Select Page

Real estate investment returns come in the form of free cash flow and value appreciation. Everyone understands how cash flow works – cash investment in, cash return out. However, you can only access value appreciation by recapitalizing or selling the asset.

Investors get paid from cash flow and value appreciation in different ways. Equity waterfall models defined in the venture operating agreement determines who gets what and when they get it.

Fundamentals

Let’s first define some terms.

Operating cash flow is the money that a property makes from operations. Investment cash flow starts with revenue, which is then reduced by operating expenses. Additional fixed expenses, like taxes and insurance, reduce that further, and finally, the lender gets her cut in the form of debt service.
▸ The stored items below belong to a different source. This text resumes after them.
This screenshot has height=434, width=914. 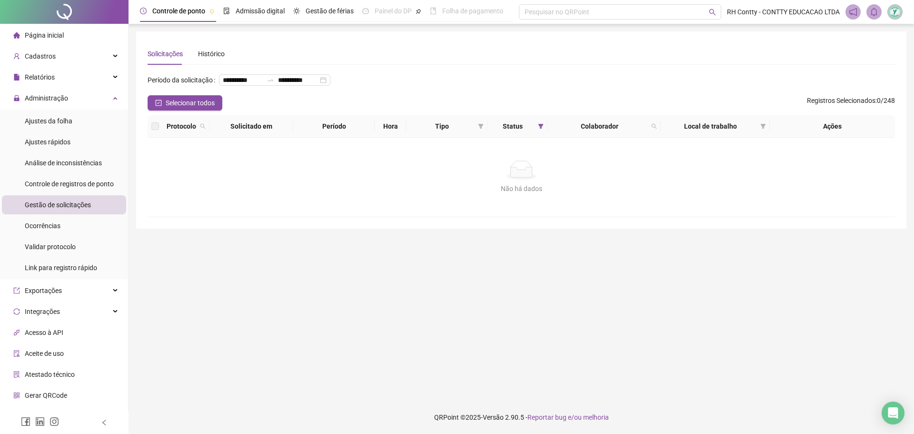 I want to click on span: Controle de registros de ponto, so click(x=69, y=184).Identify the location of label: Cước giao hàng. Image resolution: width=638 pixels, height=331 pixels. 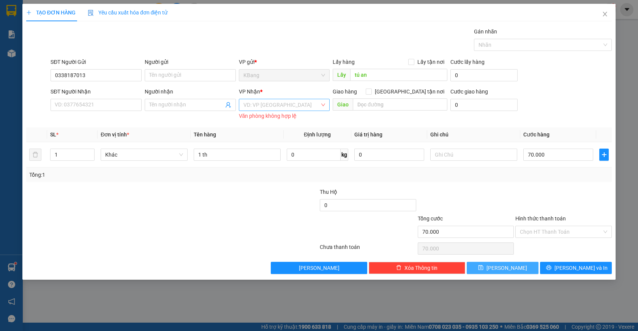
(469, 92).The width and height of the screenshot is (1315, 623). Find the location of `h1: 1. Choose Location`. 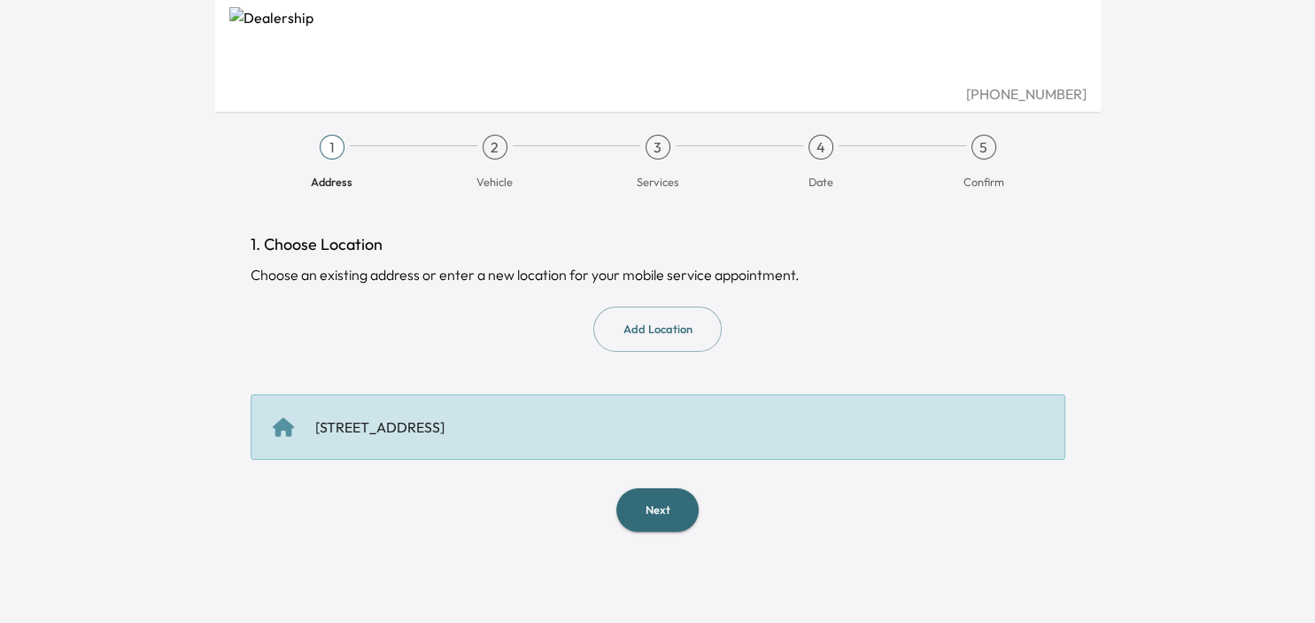

h1: 1. Choose Location is located at coordinates (658, 244).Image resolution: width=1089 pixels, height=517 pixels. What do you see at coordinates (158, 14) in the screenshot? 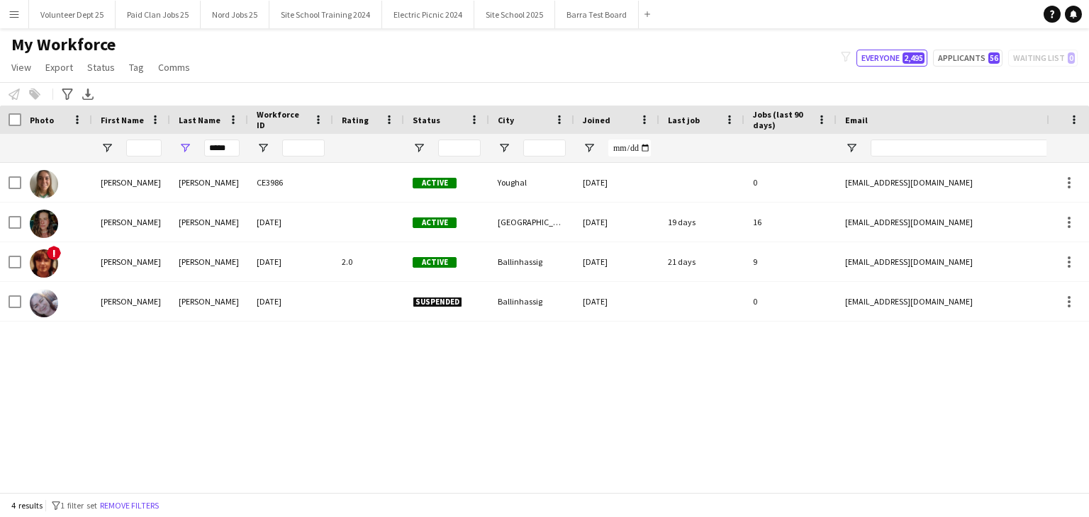
I see `button: Paid Clan Jobs 25` at bounding box center [158, 14].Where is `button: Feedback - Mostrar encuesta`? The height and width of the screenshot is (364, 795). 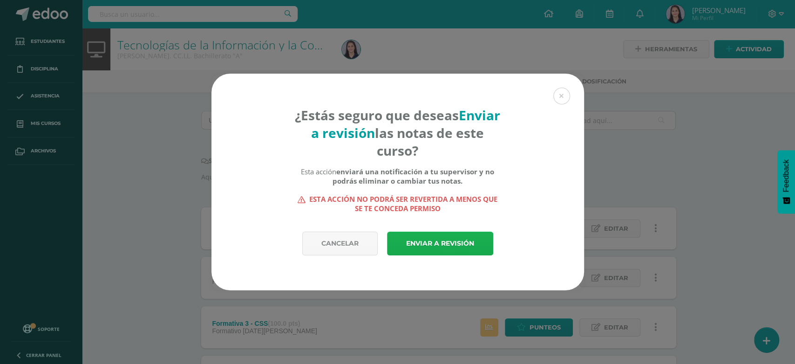 button: Feedback - Mostrar encuesta is located at coordinates (786, 182).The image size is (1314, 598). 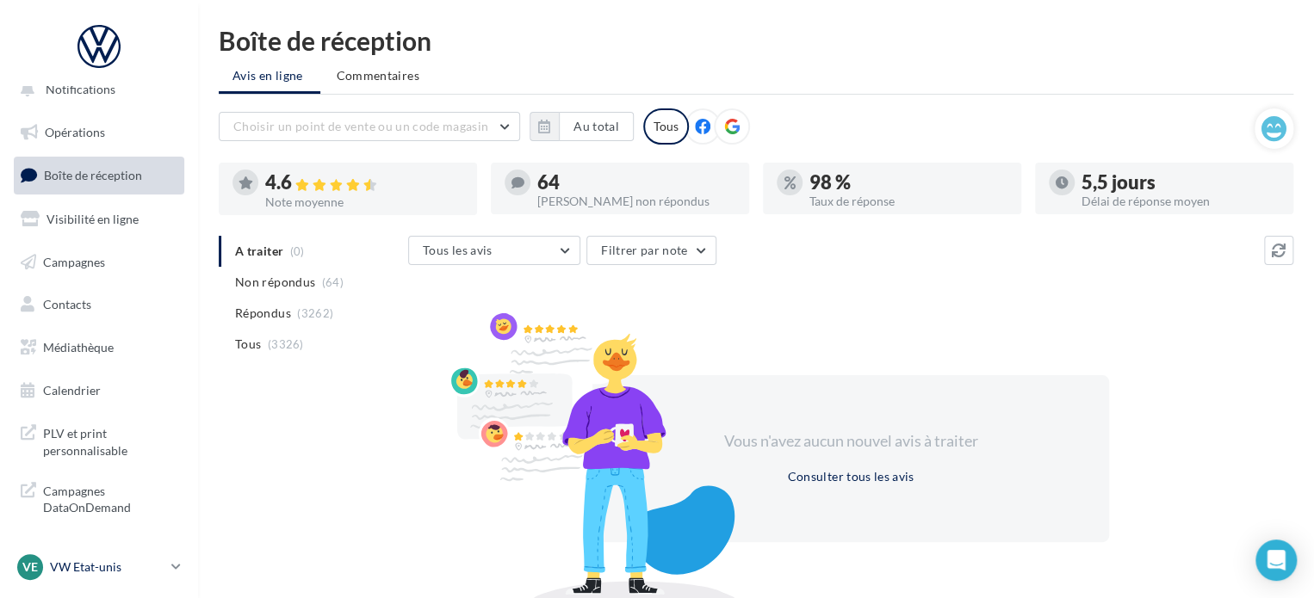 What do you see at coordinates (851, 442) in the screenshot?
I see `div: Vous n'avez aucun nouvel avis à traiter` at bounding box center [851, 442]. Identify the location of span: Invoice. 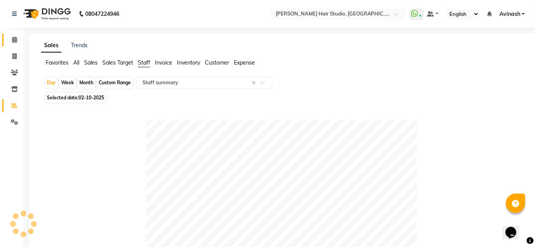
(163, 63).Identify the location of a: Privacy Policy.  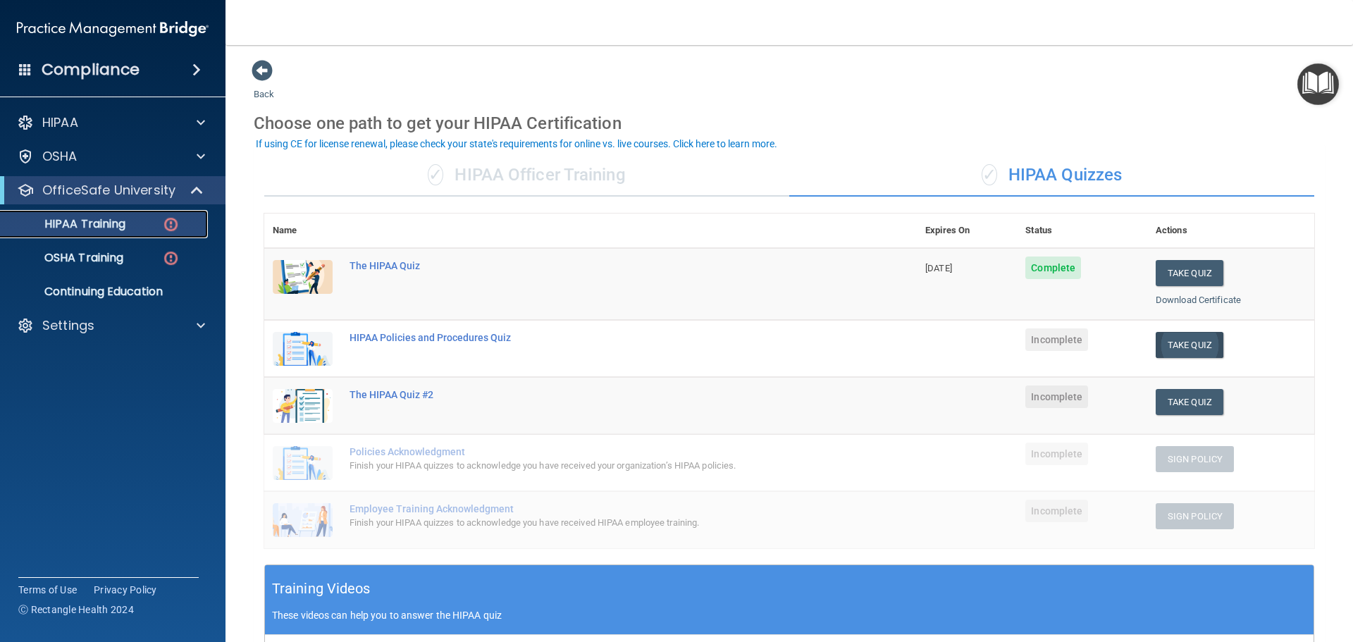
(125, 590).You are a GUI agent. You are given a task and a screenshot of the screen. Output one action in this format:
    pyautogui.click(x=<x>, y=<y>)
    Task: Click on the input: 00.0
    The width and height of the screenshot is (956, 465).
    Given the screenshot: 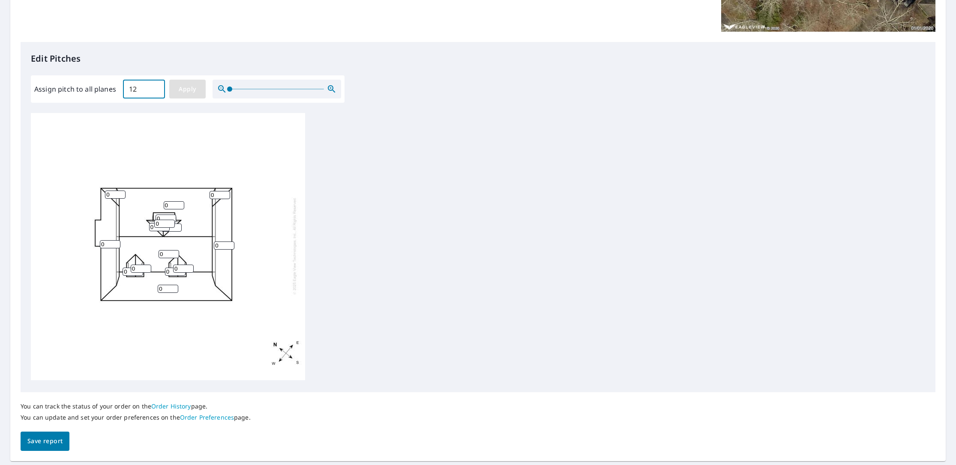 What is the action you would take?
    pyautogui.click(x=144, y=89)
    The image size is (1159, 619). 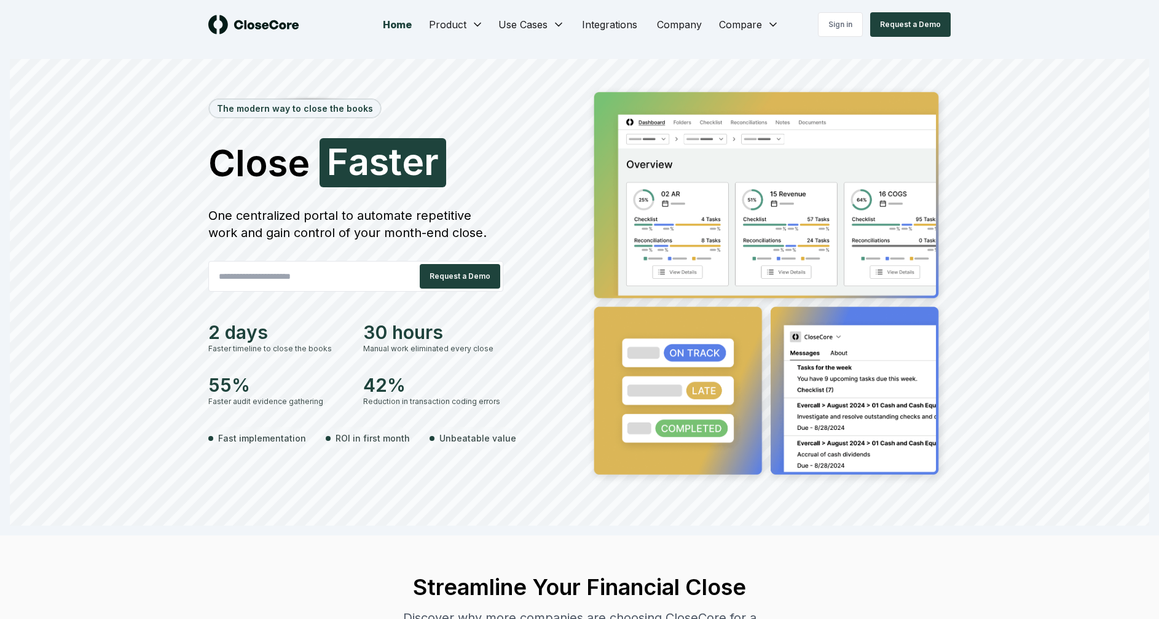 I want to click on div: Faster audit evidence gathering, so click(x=278, y=402).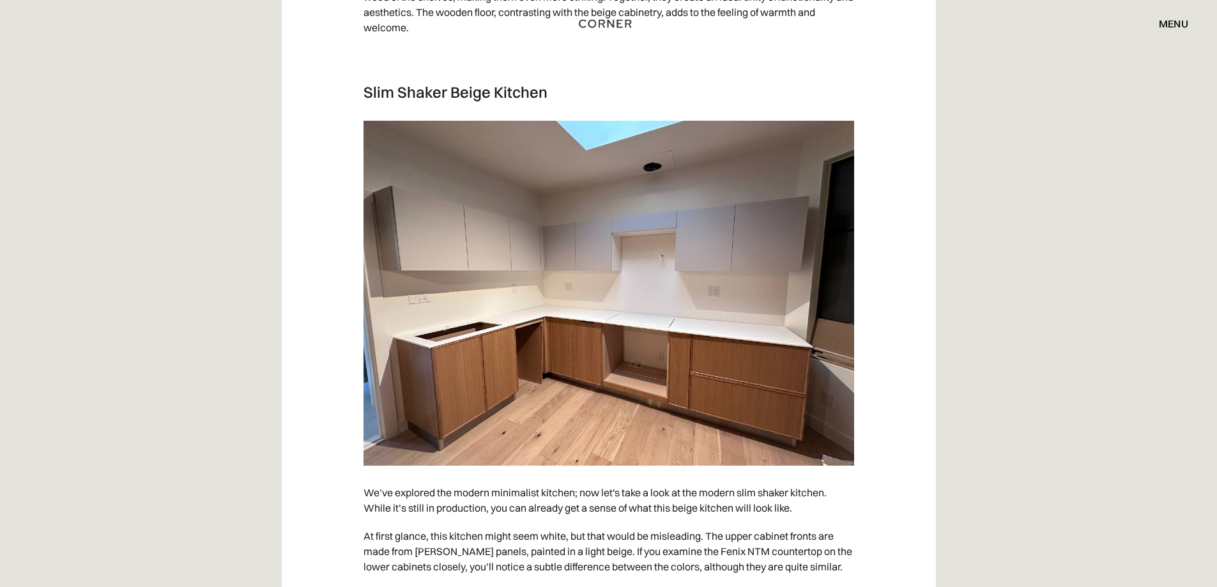 Image resolution: width=1217 pixels, height=587 pixels. Describe the element at coordinates (609, 551) in the screenshot. I see `p: At first glance, this kitchen might seem white, but that would be misleading. The upper cabinet f...` at that location.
Cash flow from capital events is cash that comes back to the investors from balance sheet manipulations. During the holding period, this may be a debt refinancing or equity recapitalization. At the end of the holding period, it’s a sale of the asset.

I focus on common equity in this article.

Common equity is the riskiest position in the capital stack that gets paid after debt and any preferred equity. However, it is the position that can realize the greatest upside.

How the Equity Waterfall Flows

Most investment waterfalls follow a similar structure that defines how and when to pay the different parties. Some equity waterfalls treat operating cash flow and cash flow from capital events differently. For simplicity, we’ll assume they’re treated the same.

First, all investors that put money into the deal get their pro-rata share of the cash flow. For example, if there’s $100,000 to distribute and you invested 10% of the money, you get $10,000.

You may hear this first tranche called a pari passu or preferred return.

The deal sponsor (aka general partner or GP) may or may not co-invest alongside limited partners (LPs). She gets paid on her co-investment the same way as anyone else. Otherwise, the sponsor must wait to get paid until later in the waterfall.

To simplify things, consider the sponsor’s co-investment an investment just like any other investor.

The next step is a return of capital, where all investors get their initial investment back.

In some cases, proceeds may not be enough to pay back all of the initial investment, but it will reduce your investment basis on which the preferred return will accrue. Just like the first tranche, this one is distributed pro-rata according to your initial investment.

Waterfalls vary widely beyond the return of capital stage, but they all start to deviate from the initial investment splits. This is where the sponsor’s position gets “promoted.”

A basic distribution waterfall may be expressed like this, “Preferred return to 8%, then return capital, then 80/20 to 15%, and 50/50 thereafter.”

We covered the first two stages, but it may start to get confusing after returning capital.

The 80/20 and 50/50 split are adjustments to the sponsor’s share. In these cases, we adjust the sponsor’s position and rights to the cash flow from 0% to 20% until all cash investors reach a 15% internal rate of return (IRR). That position is adjusted from 20% to 50% after that point.

Why Bother?

Equity waterfall models incentivize deal sponsors to go the extra mile.

Fees associated with a real estate investment keep the lights on. The sponsor doesn’t get rich on these until they reach a certain scale because the fixed costs of an investment operation are so high.

Deal sponsors rely on the promoted share (aka promote or carried interest) to build wealth in this industry. The size of that promote depends on how effective the sponsor is at hitting the target return hurdles. And, she usually only collects it upon sale of the asset.

Most traditional real estate investment structures target one important thing – alignment of interests.

As a passive investor, you want to know that the people driving profitability in your investment are incentivized to get the best result. A fair and balanced distribution waterfall evolved to be the most effective way to build that alignment.